Oireachtas Joint and Select Committees
Wednesday, 8 July 2015
Joint Oireachtas Committee on Finance, Public Expenditure and Reform
Quantitative Easing: Discussion
2:00 pm
Mr. Dan O'Brien:
On whether Greece will leave, I still think there is time. I do not believe so much energy would have gone into five and a half years to keep the currency union together if there was not a willingness to go the extra mile. Consequently, there is time and I do not believe it is inevitable at this stage. I still believe there is time, although there is no doubt but that the politics of this mean the 18 want to have the other one move most of the way. As to whether it is vindictiveness, no one comes out of this well but one must note that even before this Government came to power, the previous Administration had alienated everyone else, even their own cousins in Cyprus and even centre-left governments around Europe. There simply was a sense - rightly or wrongly - I am not giving a view but simply am saying that rightly or wrongly, the things people were saying about Greece in different member states, whether they were on the centre-left or the centre-right, were extremely negative. That is how people felt and as to whether they were justified in that regard, I simply am telling members what I heard. I do not believe it is a vindictiveness but that relations soured to such an extent that there is a real frustration that this has dragged on for so long and so many hours of prime ministerial time and the time of finance ministers have gone on the whole thing.
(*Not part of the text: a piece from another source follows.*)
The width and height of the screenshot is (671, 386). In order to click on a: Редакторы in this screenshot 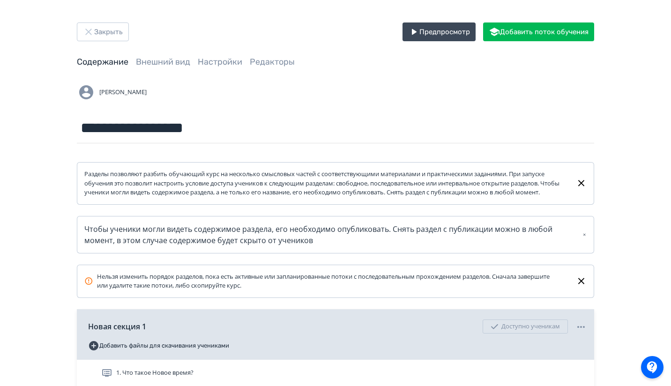, I will do `click(272, 62)`.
On the costs, they are huge as for any country to leave a currency and establish a new one, there are massive balance sheet issues for the private sector and the government sector. There are huge costs. As for the benefits, were Greece to write off all its debts, every single cent, and not pay anything back, it would save about 4% of GDP in debt servicing costs. Incidentally, 20 years ago it was paying 12%, or three times that. It would not have any roll-over issues but the question then is: when its GDP collapses and its deficit balloons out again, how does it fund the deficit? It is an austerity machine. If one has seen austerity up to now in Greece, what would happen were they to leave would be infinitely worse.